Gérard Pélisson, the co-founder of the Accor group, has died at 91

Reference of the hotel industry in France, the co-founder of the Accor group, world giant of the sector, Gérard Pélisson, died at the age of 91 "following a long illness", announced Monday March 6 his family at Agence France-Presse (AFP)

Gérard Pélisson, the co-founder of the Accor group, has died at 91

Reference of the hotel industry in France, the co-founder of the Accor group, world giant of the sector, Gérard Pélisson, died at the age of 91 "following a long illness", announced Monday March 6 his family at Agence France-Presse (AFP).

"A graduate of the Ecole Centrale de Paris and MIT", this business executive had co-founded Accor, "one of the world's leading hotels", with his partner Paul Dubrule and was also the co-founder of the institute Paul Bocuse with the eponymous starred chef, recalled the family.

The group and its teams "will pay tribute to him on a virtual wall collecting expressions of sympathy from around the world", said in a press release Accor, of which Mr. Pélisson had left the management in 1997 to become "co-chairman of the supervisory board, alongside Paul Dubrule".
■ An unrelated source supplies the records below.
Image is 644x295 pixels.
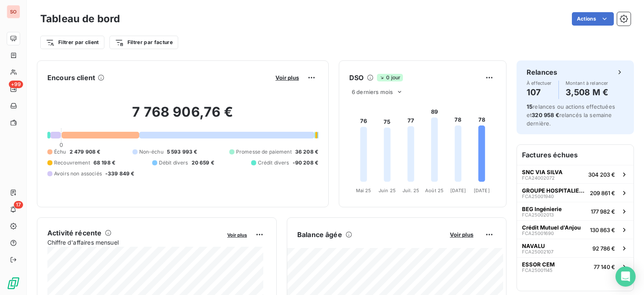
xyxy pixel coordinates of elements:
span: BEG Ingénierie [523,205,562,212]
button: Voir plus [273,74,302,81]
span: 6 derniers mois [352,89,393,95]
h2: 7 768 906,76 € [47,103,319,129]
button: Filtrer par client [40,35,105,49]
span: 36 208 € [296,148,319,155]
span: SNC VIA SILVA [523,169,563,176]
h6: Encours client [47,73,95,83]
span: ESSOR CEM [523,261,555,268]
span: 20 659 € [192,159,214,167]
span: relances ou actions effectuées et relancés la semaine dernière. [527,103,616,127]
span: Voir plus [450,231,473,238]
span: +99 [9,81,23,88]
span: FCA25001145 [523,268,553,273]
span: 320 958 € [532,112,559,118]
span: Promesse de paiement [236,148,292,155]
span: 209 861 € [590,189,616,196]
span: Débit divers [159,159,188,167]
button: NAVALUFCA2500210792 786 € [517,239,634,258]
span: Voir plus [228,232,247,238]
img: Logo LeanPay [7,276,20,290]
span: FCA25001940 [523,194,554,199]
span: 2 479 908 € [69,148,101,155]
span: Voir plus [276,74,299,81]
span: À effectuer [527,81,552,85]
span: 304 203 € [588,171,616,178]
span: 0 [60,142,63,148]
tspan: Juin 25 [379,187,396,194]
button: BEG IngénierieFCA25002013177 982 € [517,202,634,220]
button: Voir plus [225,230,250,238]
div: SO [7,5,20,19]
h4: 3,508 M € [566,85,609,99]
button: Voir plus [448,230,476,238]
button: Actions [572,12,614,26]
span: 15 [527,103,533,110]
span: Recouvrement [54,159,90,167]
h6: DSO [350,73,364,83]
h4: 107 [527,85,552,99]
h6: Activité récente [47,228,101,238]
span: FCA24002072 [523,176,555,180]
span: FCA25001690 [523,230,554,236]
span: GROUPE HOSPITALIER [GEOGRAPHIC_DATA] [523,187,587,194]
button: ESSOR CEMFCA2500114577 140 € [517,258,634,276]
span: 177 982 € [591,208,616,214]
span: 77 140 € [594,264,616,270]
span: Crédit Mutuel d'Anjou [523,224,581,230]
span: -90 208 € [293,159,319,167]
span: Crédit divers [258,159,289,167]
span: Avoirs non associés [54,170,102,178]
span: NAVALU [523,242,545,249]
tspan: [DATE] [474,187,490,194]
button: Filtrer par facture [110,35,178,49]
span: FCA25002107 [523,249,554,254]
h6: Relances [527,67,557,77]
tspan: Août 25 [425,187,444,194]
tspan: [DATE] [450,187,466,194]
span: Échu [54,148,67,155]
button: Crédit Mutuel d'AnjouFCA25001690130 863 € [517,220,634,239]
span: 5 593 993 € [167,148,198,155]
button: GROUPE HOSPITALIER [GEOGRAPHIC_DATA]FCA25001940209 861 € [517,183,634,202]
span: 92 786 € [593,245,616,252]
span: Montant à relancer [566,81,609,85]
span: 17 [14,201,23,208]
h6: Factures échues [517,145,634,165]
span: 68 198 € [94,159,115,167]
span: 0 jour [377,74,403,81]
span: Non-échu [139,148,164,155]
button: SNC VIA SILVAFCA24002072304 203 € [517,165,634,183]
span: -339 849 € [105,170,135,178]
span: Chiffre d'affaires mensuel [47,238,221,246]
h6: Balance âgée [298,230,342,239]
h3: Tableau de bord [40,11,120,26]
tspan: Mai 25 [356,187,372,194]
div: Open Intercom Messenger [616,267,636,287]
span: 130 863 € [590,226,616,233]
tspan: Juil. 25 [402,187,419,194]
span: FCA25002013 [523,212,554,217]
Accor's current CEO, Sébastien Bazin, praised Gérard Pélisson as "the very model of the entrepreneur" who, with Paul Dubrule, "reinvented the codes of the hotel industry to give it a new course in international influence".

The importation of standardized hotels

An engineer by training, Gérard Pélisson had left IBM "to deploy the American model of the standardized hotel industry in France", an "innovative approach which was to lay the foundations" of Accor, today the 6th largest hotel group in the world with 5,400 establishments under the Novotel, Ibis, Sofitel, Mercure and Pullman brands in 110 countries.

After an experience in the United States, he had met Paul Dubrule, like him an admirer of the American "success story" Holiday Inn, with standardized rooms on the outskirts of cities when, in France, the hotel business was not yet an industry. .

In 1967, the duo had opened near Lille, on a former beet field near the northern motorway, a first Novotel, then two others in two years, in Colmar and Marseille. In 1974, Bordeaux welcomed an Ibis, the embryo of the first network of budget hotels in France and then in Europe.

In the 1970s, the SIEH (Hotel Investment and Operating Company) had invested in Africa, the Middle East, South and North America, before becoming Accor in 1983. Through takeovers -Courtepaille, Mercure, Sofitel...- the duo had broken the codes, innovated, inventing "the 99-franc room" for Formula 1 cars, and rising to the ranks of the world leaders in the sector.